“The Caul” Dark Flash Fiction by Brooke Brannon

The word vulva is so dangerous that Facebook flags it, did you know that? I get it. Words are dangerous. Words like body and man and woman and sex even different when they come out your mouth, have you noticed? Even baby. Because that’s what comes out of the vulva, and also what men say when they do it to you.

Before he went away, Daddy told me it’s OK to say words like that, even normal. But when he made me do it, it felt dirty, like under my clothes I’m wearing underwear that hasn’t been washed in a while. Which I never do, I’m very clean. And anyway I prefer the word hoo-ha. Makes it sound like one big joke. Which if you think about it, it is. All that shaking back and forth, all that—and I am very sorry for putting this word into your brain—thrusting. It makes you jiggle back and forth. That can’t be a good look.

So I’m not into words these days. (Just ask my English teacher.) I’m into fashion. Particularly the big oversized shirt trend. It’s very practical, like when you’re shoplifting and you have something to hide. I got a lot of mileage out of that trend. The beanie trend, too. Once I went two full weeks without washing my hair. Finally Mom told me my hair was starting to smell and later that day, Daddy left, and ever since I’ve wondered if my smelly hair was why.

I’m over the whole beanie trend now because that night, when she came out, she had a slimy grey thing on her face like a beanie, only on the front of her head instead of the back. I couldn’t touch it—right then I couldn’t really do anything—so my friend Gwen had to pull it off her.

And right then, my St. Christopher’s medal started to feel really hot. I yanked it off, and the metal was charred black. And everything hurt, especially my hoo-ha, and stupid Gwen was panicking—what was she going to tell her parents and were we going to hell and what was that weird goopy beanie thing on the baby’s face—and then she dropped it, and it didn’t even cry. It was grey and still and it didn’t cry, and there I was with a St. Christopher’s medal burning a hole through my neck. Look here—see that scar? That’s what that’s from.

So I did the only thing I could.

Gwen won’t look at me since then, but I don’t care. And anyway, they found her, didn’t they? Because of the cats. You heard about that, right? All the cats in the neighborhood went to the culvert and started purring. Loud. And for a while, whenever anyone got close, like they were trying to see past the cats to whatever it was they’d found, they hissed. All of them, all at once. And then, only then, did that baby cry.

Now, you look me in the eye and tell me that’s normal.


Brooke Brannon, a former crime reporter and escapee from the software industry, writes dark fiction that none of her family is allowed to read. Her nonfiction has won awards from the Society of Professional Journalists, and her first US-published short story was nominated for a 2021 Pushcart Prize.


Report how many lines in the entries below have the word "cluster" in them, and give no other words.

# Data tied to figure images
=== Section Start ===
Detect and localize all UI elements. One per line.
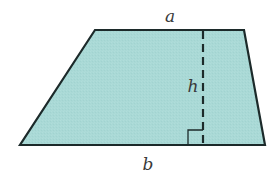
label-height: h: [188, 76, 199, 96]
trapezoid-diagram: a h b: [0, 0, 277, 177]
label-top-base: a: [165, 6, 175, 26]
trapezoid-shape: [20, 30, 265, 145]
label-bottom-base: b: [143, 154, 154, 174]
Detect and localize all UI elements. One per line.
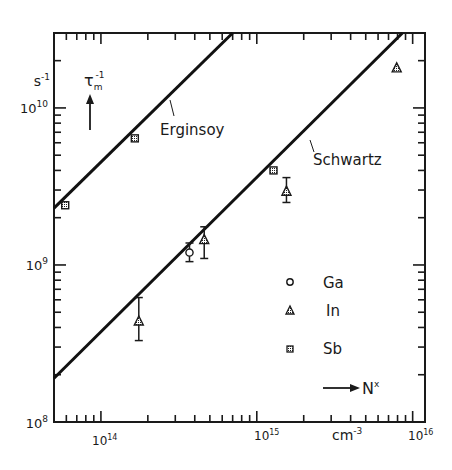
legend-in-marker: [286, 306, 294, 314]
legend: Ga In Sb: [286, 274, 344, 358]
legend-sb-marker: [287, 346, 293, 352]
x-tick-label-15: 1015: [254, 428, 279, 443]
sb-point: [62, 202, 69, 209]
legend-sb-label: Sb: [323, 340, 342, 358]
ga-point: [186, 249, 193, 256]
x-quantity-label: Nx: [362, 379, 380, 398]
plot-frame: [54, 33, 425, 422]
y-tick-label-9: 109: [26, 256, 49, 273]
y-tick-label-10: 1010: [20, 99, 48, 116]
theory-lines: [54, 33, 402, 378]
schwartz-line: [54, 33, 402, 378]
y-unit-label: s-1: [34, 72, 50, 89]
schwartz-label: Schwartz: [313, 151, 382, 169]
y-axis-arrow-icon: [86, 94, 94, 130]
scatter-chart: 1010 109 108 s-1 τm-1 1014 1015 1016 cm-…: [0, 0, 452, 470]
sb-point: [131, 135, 138, 142]
legend-ga-label: Ga: [323, 274, 344, 292]
in-point: [282, 186, 291, 195]
sb-point: [270, 167, 277, 174]
x-tick-label-16: 1016: [408, 428, 433, 443]
in-point: [134, 316, 143, 325]
x-axis-arrow-icon: [323, 384, 360, 392]
erginsoy-label: Erginsoy: [160, 121, 225, 139]
y-quantity-label: τm-1: [84, 70, 104, 92]
y-tick-label-8: 108: [26, 414, 49, 431]
legend-in-label: In: [326, 302, 340, 320]
erginsoy-leader: [170, 100, 174, 116]
axis-ticks: [54, 33, 425, 422]
x-tick-label-14: 1014: [92, 433, 117, 448]
legend-ga-marker: [287, 279, 293, 285]
in-point: [392, 63, 401, 72]
in-point: [200, 235, 209, 244]
x-unit-label: cm-3: [332, 426, 362, 443]
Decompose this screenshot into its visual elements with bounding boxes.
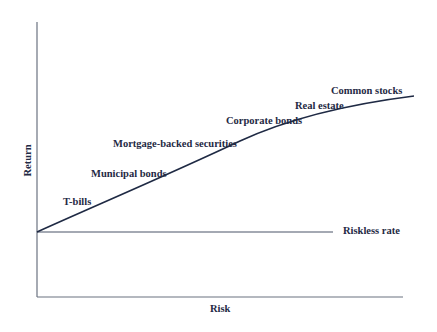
label-common-stocks: Common stocks bbox=[331, 85, 402, 96]
label-real-estate: Real estate bbox=[295, 100, 344, 111]
label-mortgage-backed-securities: Mortgage-backed securities bbox=[113, 138, 237, 149]
label-corporate-bonds: Corporate bonds bbox=[226, 115, 302, 126]
label-t-bills: T-bills bbox=[63, 196, 91, 207]
label-municipal-bonds: Municipal bonds bbox=[91, 168, 167, 179]
x-axis-label: Risk bbox=[210, 303, 230, 314]
label-riskless-rate: Riskless rate bbox=[343, 225, 400, 236]
y-axis-label: Return bbox=[22, 141, 33, 181]
chart-canvas bbox=[0, 0, 437, 332]
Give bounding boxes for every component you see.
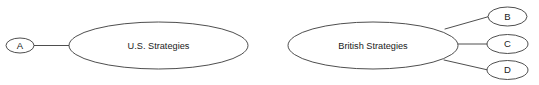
node-d-label: D <box>504 64 511 75</box>
edge-british-to-d <box>444 60 488 70</box>
node-b[interactable]: B <box>488 7 527 26</box>
concept-map-canvas: A U.S. Strategies British Strategies B <box>0 0 539 85</box>
cluster-us-strategies: A U.S. Strategies <box>6 22 248 69</box>
cluster-british-strategies: British Strategies B C D <box>288 7 528 80</box>
node-b-label: B <box>504 11 510 22</box>
node-us-strategies-label: U.S. Strategies <box>128 41 190 51</box>
concept-map-svg: A U.S. Strategies British Strategies B <box>0 0 539 85</box>
node-d[interactable]: D <box>487 61 528 80</box>
node-british-strategies-label: British Strategies <box>338 41 408 51</box>
node-a[interactable]: A <box>6 38 34 53</box>
node-a-label: A <box>17 40 24 51</box>
node-c[interactable]: C <box>487 35 528 54</box>
node-us-strategies[interactable]: U.S. Strategies <box>69 22 248 69</box>
node-british-strategies[interactable]: British Strategies <box>288 22 458 69</box>
node-c-label: C <box>504 38 511 49</box>
edge-british-to-b <box>445 17 489 30</box>
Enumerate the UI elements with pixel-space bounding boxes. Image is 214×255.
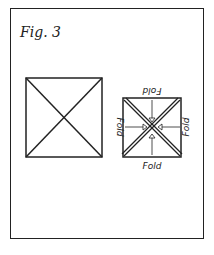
- right-square: [122, 98, 182, 157]
- fold-diagram: Fold Fold Fold Fold: [0, 0, 214, 255]
- left-square: [26, 78, 102, 157]
- fold-label-right: Fold: [181, 117, 191, 136]
- fold-label-top: Fold: [142, 86, 161, 96]
- fold-label-left: Fold: [115, 118, 125, 137]
- fold-label-bottom: Fold: [143, 161, 162, 171]
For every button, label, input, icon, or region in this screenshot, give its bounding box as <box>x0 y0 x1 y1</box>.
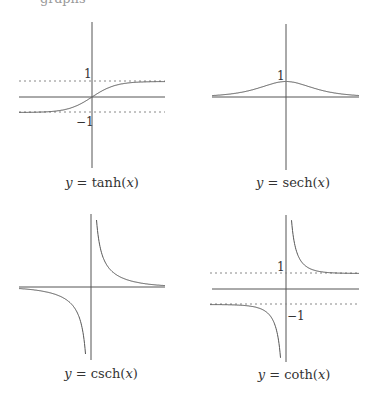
caption-x: x <box>126 175 133 190</box>
caption-eq: = csch( <box>72 366 126 381</box>
caption-tanh: y = tanh(x) <box>65 175 139 190</box>
caption-eq: = sech( <box>263 175 317 190</box>
caption-close: ) <box>325 367 330 382</box>
caption-x: x <box>318 367 325 382</box>
plot-tanh: 1 −1 <box>19 22 165 168</box>
caption-close: ) <box>325 175 330 190</box>
caption-coth: y = coth(x) <box>258 367 331 382</box>
plot-csch <box>19 214 165 360</box>
caption-sech: y = sech(x) <box>256 175 330 190</box>
tick-label-1: 1 <box>277 69 285 83</box>
caption-x: x <box>318 175 325 190</box>
caption-eq: = tanh( <box>72 175 126 190</box>
plot-sech: 1 <box>212 24 359 170</box>
tick-label-neg1: −1 <box>287 309 305 323</box>
tick-label-neg1: −1 <box>76 115 94 129</box>
plot-coth: 1 −1 <box>210 215 359 362</box>
caption-csch: y = csch(x) <box>64 366 138 381</box>
caption-x: x <box>125 366 132 381</box>
hyperbolic-function-plots: 1 −1 1 1 −1 <box>0 0 375 400</box>
caption-close: ) <box>133 366 138 381</box>
caption-eq: = coth( <box>265 367 318 382</box>
tick-label-1: 1 <box>84 67 92 81</box>
tick-label-1: 1 <box>277 260 285 274</box>
caption-close: ) <box>134 175 139 190</box>
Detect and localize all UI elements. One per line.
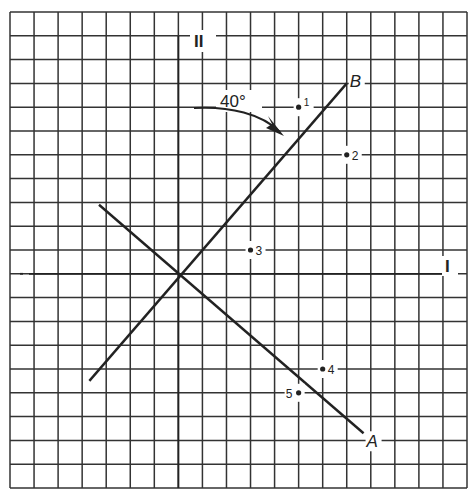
line-a [99, 205, 364, 433]
point-4-label: 4 [328, 363, 335, 377]
point-3-dot [248, 247, 253, 252]
point-4-dot [320, 366, 325, 371]
coordinate-diagram: I II A B 40° 12345 [0, 0, 474, 501]
point-1-label: 1 [304, 97, 310, 108]
line-b-label: B [350, 72, 361, 91]
point-5-label: 5 [286, 387, 293, 401]
diagram-canvas: I II A B 40° 12345 [0, 0, 474, 501]
grid [10, 12, 467, 488]
lines: A B [89, 71, 381, 451]
line-b [89, 83, 346, 381]
point-2-label: 2 [352, 149, 359, 163]
point-2-dot [344, 152, 349, 157]
axis-ii-label: II [194, 32, 203, 51]
point-1-dot [296, 105, 301, 110]
point-3-label: 3 [256, 244, 263, 258]
line-a-label: A [366, 432, 378, 451]
angle-annotation: 40° [194, 90, 284, 136]
axis-i-label: I [445, 257, 450, 276]
point-5-dot [296, 390, 301, 395]
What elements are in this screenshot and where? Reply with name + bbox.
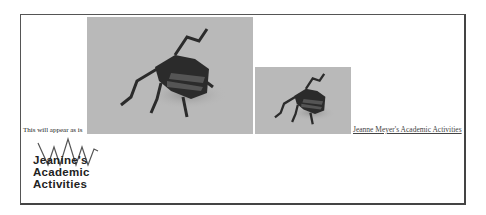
origami-insect-small-image (255, 67, 351, 134)
caption-text: This will appear as is (23, 126, 83, 134)
logo-line-1: Jeanine's (33, 154, 88, 166)
logo-line-3: Activities (33, 178, 87, 190)
jeanines-academic-activities-logo: Jeanine's Academic Activities (28, 137, 100, 199)
origami-insect-illustration (255, 67, 351, 134)
origami-insect-illustration (87, 17, 253, 134)
academic-activities-link[interactable]: Jeanne Meyer's Academic Activities (353, 125, 462, 134)
logo-line-2: Academic (33, 166, 90, 178)
origami-insect-large-image (87, 17, 253, 134)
=== Section End ===
# ANSWER BOX
2